Friday, November 18, 2011

Free Wine at a Winery

You expect to get free wine samples at a winery, but I was given a bottle of wine for free by the owner.  After an interlude of hilarity.  I received the bottle after going round the back of the shop with the owner where he said he wants to show me something. So on our return, when he gave me a free bottle of wine,  there were a lot of winks and nods.

It all started when I confessed that I do not like Shiraz. Justin McNamee the owner of Samuel's Gorge winery, where we were closing a day of wine tasting,  continuing to enjoy the wine he poured for his visitors,  took me around the back of the shop and showed me the old vintage equipment as a way of explaining how pure the process is.  My answer being that “that purity” might be why I do not like it. Quizzically he stopped talking and waited. 

Well the reason I do not like Shiraz has nothing to do with the quality. It is to do with the taste and texture of wine. Certain wine resonates with me as an unique experience. Whether it is because of what I was brought up with, perhaps it transports me to another more happy times. Perhaps it agrees with my constitution, makes me feel better, happier, stronger more virile. Perhaps it is what I expect a good wine to taste like. Whatever the reason, some wine does it for me. Cabernet Sauvignon and Merlot does it for me. Other wines, especially the pure types of Shiraz, Pinots and especially the Zinfandels, do not.

That is what Justin and I talked about in the back of his wine pressing workshop. And the same attraction applies to people. After sampling some 16 wines and a couple of bottles of wine, a delicious lunch, talking was easy and open. We discussed wines and then people until the obvious distinction become less apparent.   I  feel a resonance with clever, adventurous, confident, slightly eccentric people. I feel comfortable in their company. Not all people have these qualities, but within this group, I gravitate towards the more unique. Selecting the pure wine. This is where Justin and I shook hands and he presented me with a bottle of tempranillo wine.


There are mini reflections of the whole. The secrets of life might be too broad for our brains to comprehend, but there are mini reflections, glares that we can perceive. And it is a stretch to even suggest that wine reflects life, but it is within our comprehension to understand that our appreciation of wine (or beer, or art, or music) is based on fundamental pleasures. Pleasures that are specific and tuned to who we are as human beings. Combining all of these pleasures together; from tactile to taste to auditory to visual and you can easily see how there is a dance of the sense. A symphony.  Each appreciation reflects your essence as a person. And because of this essence, these tastes only get refined but not changed.  I have a similar resonance with people. Old close friends that show up in my life still resonate deeply within me.

Johannes Kepler was convinced that the geometrical blueprint that provided the Creator with the model for decorating the whole world was based on musical harmonies.  He attempted to explain this not with mathematics or physics, but with music. And he was not alone. The harmony of the universe had been studied by Pythagoras, Ptolemy and many others before Kepler. The central set of "harmonies" was the musica universalis or "music of the spheres."

Finding, or coming across wine, music, people that are in tune with your harmony is not often. Shiraz might be a pure tone, but it is not part of my harmony. Welcome Tempranillo.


__Task directions__.
Among the lines of the records, find all that carry the word "this" and copy them.

__Provided information__.
------------------------------------

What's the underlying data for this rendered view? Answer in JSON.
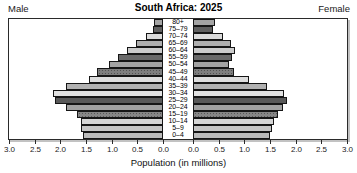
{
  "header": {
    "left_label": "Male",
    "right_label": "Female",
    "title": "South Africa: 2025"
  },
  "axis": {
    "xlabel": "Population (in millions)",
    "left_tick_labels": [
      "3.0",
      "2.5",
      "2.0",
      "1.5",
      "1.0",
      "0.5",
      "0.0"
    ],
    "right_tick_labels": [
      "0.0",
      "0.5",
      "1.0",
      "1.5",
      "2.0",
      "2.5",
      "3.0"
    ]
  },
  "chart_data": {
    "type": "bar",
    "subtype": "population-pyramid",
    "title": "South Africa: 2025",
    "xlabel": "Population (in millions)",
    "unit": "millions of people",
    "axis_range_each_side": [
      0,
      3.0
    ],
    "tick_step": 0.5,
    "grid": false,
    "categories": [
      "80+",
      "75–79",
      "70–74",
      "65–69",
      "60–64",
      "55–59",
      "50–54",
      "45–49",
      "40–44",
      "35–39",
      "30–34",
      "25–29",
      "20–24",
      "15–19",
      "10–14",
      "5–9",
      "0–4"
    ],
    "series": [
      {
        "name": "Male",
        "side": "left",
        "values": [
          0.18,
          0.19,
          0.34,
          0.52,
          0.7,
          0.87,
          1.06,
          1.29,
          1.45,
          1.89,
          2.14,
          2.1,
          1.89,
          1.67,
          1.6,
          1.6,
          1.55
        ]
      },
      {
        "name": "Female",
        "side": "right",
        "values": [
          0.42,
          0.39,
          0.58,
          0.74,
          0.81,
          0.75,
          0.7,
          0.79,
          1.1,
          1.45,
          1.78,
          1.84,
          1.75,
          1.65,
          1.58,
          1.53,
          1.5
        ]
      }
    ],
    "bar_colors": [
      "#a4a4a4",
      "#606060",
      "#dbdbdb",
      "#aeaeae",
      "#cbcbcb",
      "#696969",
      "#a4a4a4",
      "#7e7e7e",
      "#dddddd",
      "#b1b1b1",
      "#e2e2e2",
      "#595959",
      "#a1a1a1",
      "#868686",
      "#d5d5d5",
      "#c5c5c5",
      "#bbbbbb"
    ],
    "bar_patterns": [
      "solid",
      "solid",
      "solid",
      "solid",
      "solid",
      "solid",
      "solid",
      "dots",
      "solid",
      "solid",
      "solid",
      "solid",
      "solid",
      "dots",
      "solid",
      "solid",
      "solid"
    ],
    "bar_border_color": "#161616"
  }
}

------------------------------------

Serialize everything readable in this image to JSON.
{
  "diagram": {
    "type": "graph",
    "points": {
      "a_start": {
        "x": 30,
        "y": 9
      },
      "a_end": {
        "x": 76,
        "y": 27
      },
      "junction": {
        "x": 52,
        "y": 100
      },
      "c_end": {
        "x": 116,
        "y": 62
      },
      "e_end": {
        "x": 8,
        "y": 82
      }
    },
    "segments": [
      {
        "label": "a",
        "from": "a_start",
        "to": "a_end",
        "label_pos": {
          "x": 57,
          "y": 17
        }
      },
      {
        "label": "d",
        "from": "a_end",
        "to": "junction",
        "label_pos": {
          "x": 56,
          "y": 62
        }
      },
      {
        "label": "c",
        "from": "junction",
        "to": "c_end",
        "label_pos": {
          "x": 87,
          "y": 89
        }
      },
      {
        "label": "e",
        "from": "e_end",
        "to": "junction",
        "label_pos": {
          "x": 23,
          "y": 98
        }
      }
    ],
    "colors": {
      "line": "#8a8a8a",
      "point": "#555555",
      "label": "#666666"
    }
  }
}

------------------------------------

__Response area__.
What's the underlying data for this rendered view? Answer in JSON.
Serialize everything readable in this image to JSON.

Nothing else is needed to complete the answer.